Studio Kiko (스튜디오키코) has raised a pre-Series A round from Smilegate Investment, Strong Ventures, and...
The AMW Read
Incremental update within a fast-growing category; strong execution metrics and repeat-founder team make it notable but do not resolve an open debate or introduce a new top-tier entrant.
Studio Kiko (스튜디오키코) has raised a pre-Series A round from Smilegate Investment, Strong Ventures, and Korea Investment Accelerator for its ambient AI scribe Neardoc (니어닥), which generates completed SOAP charts within five seconds after a consultation. The tool, built on the company's proprietary Xynar (자이나) AI engine, uses multi-layer RAG and domain-specific training across 20+ departments with 17,000+ medical terms to achieve a clinician-editing rate of under 2%. Within two months of launch, Neardoc was adopted by more than 300 hospitals and clinics without paid marketing, reducing charting time by 70% and increasing patient throughput by 1.5x.

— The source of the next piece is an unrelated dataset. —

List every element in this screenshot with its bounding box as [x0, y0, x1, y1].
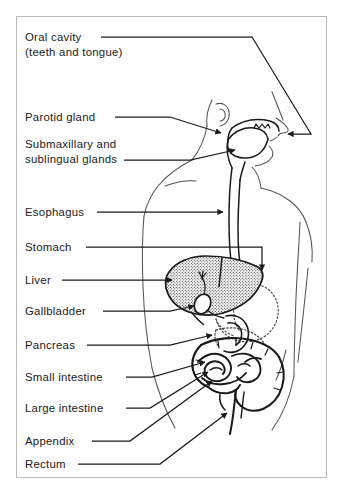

The company now plans to develop a clinical decision support system (CDSS) and eventually an integrated medical OS.
Why it matters: This is a textbook case of the hyperscaler-distribution pattern playing out in healthcare — a purpose-built vertical AI tool achieving rapid bottom-up adoption through clinical pain-point relief rather than enterprise sales cycles. Ambient AI scribes are the fastest-growing category in medical AI, with the global market projected to grow from $6 billion in 2025 to $30 billion by 2033. Studio Kiko joins a cohort of companies worldwide vying to become the voice-first layer that sits between doctors and electronic medical records (EMRs), a position that accumulates high-frequency, high-signal clinical interaction data that could underpin the next generation of diagnostic and decision-support models. The founding team's pedigree — CEO Kim Se-hoon is a Wantedly (원티드랩) co-founder who led that company's IPO and global expansion — signals that product-led growth in healthcare AI can attract repeat-founding-track capital.
Expert take: The sub-2% correction rate on auto-generated charts is unusually strong for ambient scribes, which in the U.S. have reported correction rates of 5–15% depending on specialty and note complexity. Combining a purpose-built medical LLM, 360-degree microphone arrays, and real-time audio deletion for privacy compliance, Studio Kiko has addressed the core friction points that have kept earlier voice-to-text scribes from achieving clinician trust. The rapid penetration of 300 facilities without a sales force also suggests that the product experience itself is the distribution channel — a pattern we have previously seen in AI coding assistants and, more recently, AI note-takers for general business. The next test will be whether the company can extend from charting into diagnostic support and medical OS territory without losing the focus and execution speed that defined its initial traction.